PS: It took a long time to find where it was documented. I could only find it in Documentation Comment Specification for the Standard Doclet (JDK 16) . It’s weird that I couldn’t find any reference documentation about this syntax. It’s also not mentioned on Javadoc Tool Home Page nor on http://docs.oracle.com/javase/1.5.0/docs/tooldocs/windows/javadoc.html. Anyway that seems to be oracle not updating their docs…

So, if we agree about points 1 to 5, then I’m becoming +1 for this proposal. But I’m still -1 for the proposal as it is. And the examples given inside Adopt the combo @returns tag javadoc syntax to avoid redundancy - #5 by rjakse are bad and I’m -1 to consider using the {@return} syntax as a good practice for them.

Thanks

FWIW…

An improved javadoc:

 /**
  * Generates a relative {@code file://} URL referencing an attachment within an export, ensuring the attachment's
  * content is available at that location so the exported content can be used offline.
  * <p>
  * {@link ExportURLFactory} produces {@code file://} URLs so that exported content — a self-contained copy of wiki
  * pages usable without a running XWiki server, as needed for example by the HTML export — can resolve its resources
  * locally. For a given attachment, this returns a URL relative to the export directory and makes the attachment's
  * content available there. The URL is relative so that it remains valid even when used from within an exported CSS
  * file.
  * <p>
  * If the attachment does not exist, no content is exported but a URL is still returned. This supports callers that build
  * an attachment URL regardless of whether the attachment exists (for example the Color Theme Sheet, which uses
  * {@code $xwiki.getAttachmentURL($doc.fullName, '__tochange__')}), as well as links to missing attachments, which
  * correctly become broken links in the export.
  * <p>
  * Example: for an attachment named {@code logo.png} on page {@code Main.WebHome} of wiki {@code xwiki}, this returns a
  * relative URL of the form {@code file://attachment/xwiki/Main/WebHome/logo.png}.
  *
  * @param filename the name of the attachment (e.g. {@code "logo.png"})
  * @param spaces a serialized space reference which can contain one or several nested spaces (e.g.
  *     {@code "space1.space2"}); if a space name contains a dot ({@code "."}) it must be passed escaped, as in
  *     {@code "space1\.with\.dot.space2"}
  * @param name the name of the page holding the attachment
  * @param xwikidb the identifier of the wiki holding the page, or {@code null} to use the current wiki from the context
  * @param context the XWiki context
  * @return a relative {@code file://} URL referencing the attachment within the export directory
  * @throws XWikiException if the document holding the attachment cannot be loaded
  * @throws IOException if the attachment's content cannot be written to the export directory
  * @throws URISyntaxException if a valid relative URL cannot be computed for the exported attachment
  */

2 things were improved

Note: for a private method the implementation-specific rule is less obvious but still it makes the javadoc a bit less maintainance-hungry

Sure, for me the feature shouldn’t be an excuse not to be comprehensive when documenting.

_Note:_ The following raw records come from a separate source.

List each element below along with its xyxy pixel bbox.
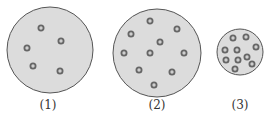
particle-icon [58,38,63,43]
particle-icon [243,34,248,39]
container-2-label: (2) [149,98,166,112]
particle-icon [174,26,179,31]
particle-icon [234,47,239,52]
particle-icon [169,69,174,74]
particle-icon [128,31,133,36]
particle-icon [249,61,254,66]
particle-icon [181,50,186,55]
particle-icon [136,67,141,72]
particle-icon [147,50,152,55]
container-1-label: (1) [40,98,57,112]
particle-icon [151,82,156,87]
particle-icon [235,57,240,62]
particle-icon [244,54,249,59]
particle-icon [157,39,162,44]
particle-icon [30,63,35,68]
particle-icon [230,35,235,40]
particle-icon [38,25,43,30]
particle-icon [223,57,228,62]
container-3-label: (3) [232,98,249,112]
container-1-circle [7,7,93,93]
particle-icon [253,44,258,49]
particle-icon [121,50,126,55]
particle-icon [232,66,237,71]
particle-icon [147,18,152,23]
particle-icon [57,68,62,73]
particle-icon [24,45,29,50]
particle-icon [222,47,227,52]
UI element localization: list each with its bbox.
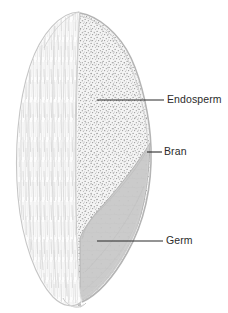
- label-endosperm: Endosperm: [167, 94, 222, 105]
- kernel-illustration: [0, 0, 228, 313]
- wheat-kernel-diagram: Endosperm Bran Germ: [0, 0, 228, 313]
- label-bran: Bran: [164, 146, 187, 157]
- label-germ: Germ: [166, 235, 193, 246]
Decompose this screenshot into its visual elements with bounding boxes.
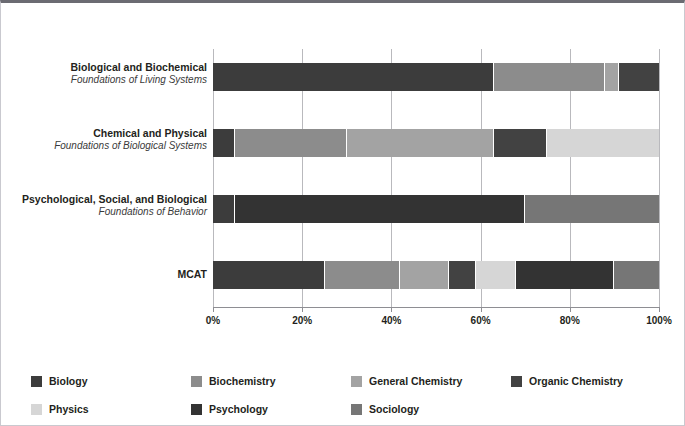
bar-segment-organic-chemistry bbox=[619, 63, 659, 91]
legend-label: General Chemistry bbox=[369, 375, 462, 387]
bar-segment-biology bbox=[213, 195, 235, 223]
category-label-primary: Chemical and Physical bbox=[1, 127, 207, 140]
legend-label: Organic Chemistry bbox=[529, 375, 623, 387]
x-tick-label: 100% bbox=[646, 315, 672, 326]
x-tick-label: 40% bbox=[381, 315, 401, 326]
category-label-primary: MCAT bbox=[1, 268, 207, 281]
legend-label: Sociology bbox=[369, 403, 419, 415]
bar-segment-sociology bbox=[614, 261, 659, 289]
tick-mark-60 bbox=[481, 307, 482, 312]
category-label-secondary: Foundations of Biological Systems bbox=[1, 140, 207, 153]
category-label: Psychological, Social, and BiologicalFou… bbox=[1, 193, 207, 219]
category-label: Chemical and PhysicalFoundations of Biol… bbox=[1, 127, 207, 153]
category-label: MCAT bbox=[1, 268, 207, 281]
legend-label: Biochemistry bbox=[209, 375, 276, 387]
bar-segment-biochemistry bbox=[235, 129, 347, 157]
legend-item-biology[interactable]: Biology bbox=[31, 375, 191, 387]
bar-row bbox=[213, 63, 659, 91]
plot-area bbox=[213, 49, 659, 307]
category-label-primary: Psychological, Social, and Biological bbox=[1, 193, 207, 206]
category-axis-labels: Biological and BiochemicalFoundations of… bbox=[1, 49, 207, 307]
legend-swatch-icon bbox=[351, 376, 362, 387]
bar-segment-organic-chemistry bbox=[494, 129, 548, 157]
legend-swatch-icon bbox=[31, 404, 42, 415]
x-tick-label: 0% bbox=[206, 315, 220, 326]
bar-segment-biology bbox=[213, 261, 325, 289]
legend-item-biochemistry[interactable]: Biochemistry bbox=[191, 375, 351, 387]
bar-segment-organic-chemistry bbox=[449, 261, 476, 289]
legend-swatch-icon bbox=[351, 404, 362, 415]
legend-label: Psychology bbox=[209, 403, 268, 415]
bar-segment-general-chemistry bbox=[605, 63, 618, 91]
bar-segment-general-chemistry bbox=[400, 261, 449, 289]
legend-item-physics[interactable]: Physics bbox=[31, 403, 191, 415]
bar-segment-physics bbox=[547, 129, 659, 157]
tick-mark-40 bbox=[391, 307, 392, 312]
stacked-bar-chart: Biological and BiochemicalFoundations of… bbox=[0, 0, 685, 426]
legend-swatch-icon bbox=[511, 376, 522, 387]
x-tick-label: 60% bbox=[471, 315, 491, 326]
tick-mark-100 bbox=[659, 307, 660, 312]
bar-segment-biology bbox=[213, 63, 494, 91]
bar-row bbox=[213, 129, 659, 157]
gridline-100 bbox=[659, 49, 660, 307]
x-tick-label: 80% bbox=[560, 315, 580, 326]
legend-item-psychology[interactable]: Psychology bbox=[191, 403, 351, 415]
chart-legend: BiologyBiochemistryGeneral ChemistryOrga… bbox=[31, 367, 661, 423]
bar-segment-sociology bbox=[525, 195, 659, 223]
bar-segment-psychology bbox=[516, 261, 614, 289]
tick-mark-80 bbox=[570, 307, 571, 312]
x-axis-line bbox=[213, 307, 660, 308]
bar-row bbox=[213, 261, 659, 289]
legend-swatch-icon bbox=[31, 376, 42, 387]
legend-swatch-icon bbox=[191, 376, 202, 387]
bar-segment-biology bbox=[213, 129, 235, 157]
legend-label: Physics bbox=[49, 403, 89, 415]
bar-segment-biochemistry bbox=[494, 63, 606, 91]
bar-row bbox=[213, 195, 659, 223]
bar-segment-biochemistry bbox=[325, 261, 401, 289]
bar-segment-general-chemistry bbox=[347, 129, 494, 157]
legend-item-general-chemistry[interactable]: General Chemistry bbox=[351, 375, 511, 387]
x-tick-label: 20% bbox=[292, 315, 312, 326]
category-label-secondary: Foundations of Behavior bbox=[1, 206, 207, 219]
legend-label: Biology bbox=[49, 375, 88, 387]
legend-item-organic-chemistry[interactable]: Organic Chemistry bbox=[511, 375, 671, 387]
category-label: Biological and BiochemicalFoundations of… bbox=[1, 61, 207, 87]
category-label-primary: Biological and Biochemical bbox=[1, 61, 207, 74]
legend-swatch-icon bbox=[191, 404, 202, 415]
bar-segment-psychology bbox=[235, 195, 525, 223]
category-label-secondary: Foundations of Living Systems bbox=[1, 74, 207, 87]
tick-mark-0 bbox=[213, 307, 214, 312]
tick-mark-20 bbox=[302, 307, 303, 312]
bar-segment-physics bbox=[476, 261, 516, 289]
legend-item-sociology[interactable]: Sociology bbox=[351, 403, 511, 415]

With the exception that I’m not sure it should be stricly restricted to getters: if a method builds a string and its full behavior can be described in the one or two sentences that we can fit into that @return tag, it should be allowed to be used there.

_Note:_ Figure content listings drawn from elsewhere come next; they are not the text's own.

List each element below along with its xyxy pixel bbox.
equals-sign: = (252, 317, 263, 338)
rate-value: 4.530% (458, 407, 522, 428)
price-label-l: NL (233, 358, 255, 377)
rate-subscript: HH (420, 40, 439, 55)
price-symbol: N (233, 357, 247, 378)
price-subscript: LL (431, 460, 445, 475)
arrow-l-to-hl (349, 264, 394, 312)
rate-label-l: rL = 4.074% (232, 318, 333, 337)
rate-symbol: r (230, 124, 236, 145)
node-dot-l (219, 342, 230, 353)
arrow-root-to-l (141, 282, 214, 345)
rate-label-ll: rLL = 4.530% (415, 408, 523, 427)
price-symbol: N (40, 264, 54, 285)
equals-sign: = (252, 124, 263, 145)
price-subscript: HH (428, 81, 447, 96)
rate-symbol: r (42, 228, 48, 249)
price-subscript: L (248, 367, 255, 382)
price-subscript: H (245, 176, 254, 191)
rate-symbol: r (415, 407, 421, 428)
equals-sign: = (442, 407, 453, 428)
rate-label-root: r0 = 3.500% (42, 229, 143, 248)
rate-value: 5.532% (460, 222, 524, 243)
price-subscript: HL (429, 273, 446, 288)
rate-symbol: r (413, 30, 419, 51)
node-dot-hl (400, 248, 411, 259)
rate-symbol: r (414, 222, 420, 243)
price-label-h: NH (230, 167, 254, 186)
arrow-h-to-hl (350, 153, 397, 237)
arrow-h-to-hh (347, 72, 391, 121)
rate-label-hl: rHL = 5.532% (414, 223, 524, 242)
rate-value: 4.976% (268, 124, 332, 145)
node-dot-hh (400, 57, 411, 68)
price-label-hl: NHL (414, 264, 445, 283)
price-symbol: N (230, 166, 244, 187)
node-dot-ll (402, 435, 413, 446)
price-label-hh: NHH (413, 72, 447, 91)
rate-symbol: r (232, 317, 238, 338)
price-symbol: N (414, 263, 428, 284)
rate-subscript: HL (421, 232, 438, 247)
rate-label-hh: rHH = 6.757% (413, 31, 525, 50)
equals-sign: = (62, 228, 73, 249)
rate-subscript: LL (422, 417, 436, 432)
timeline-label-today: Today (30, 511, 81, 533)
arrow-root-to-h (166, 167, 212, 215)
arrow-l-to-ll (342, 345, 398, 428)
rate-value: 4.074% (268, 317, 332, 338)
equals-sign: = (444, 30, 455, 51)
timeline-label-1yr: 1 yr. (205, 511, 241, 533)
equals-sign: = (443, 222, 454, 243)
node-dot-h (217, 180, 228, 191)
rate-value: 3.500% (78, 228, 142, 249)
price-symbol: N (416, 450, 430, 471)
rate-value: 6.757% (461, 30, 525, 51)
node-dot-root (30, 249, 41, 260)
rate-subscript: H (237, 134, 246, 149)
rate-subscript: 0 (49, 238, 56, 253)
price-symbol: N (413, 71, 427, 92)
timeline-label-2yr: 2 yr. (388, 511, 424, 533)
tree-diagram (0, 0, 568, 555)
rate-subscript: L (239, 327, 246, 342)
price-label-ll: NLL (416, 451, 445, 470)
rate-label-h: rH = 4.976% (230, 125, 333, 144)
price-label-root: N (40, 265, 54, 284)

agreed, I’ve probably used to wrong word. By getter I meant a very simple method returning a value (ie to get something).

My initial intention was to do what @MichaelHamann says, not replacing comprehensive summaries by a simple @return description. I understand the push back now, replacing all javadocs by this would be terrible indeed. It didn’t even occur to me we would do this. My propposal is scoped to the simple “getter(-like)” cases like we discussed.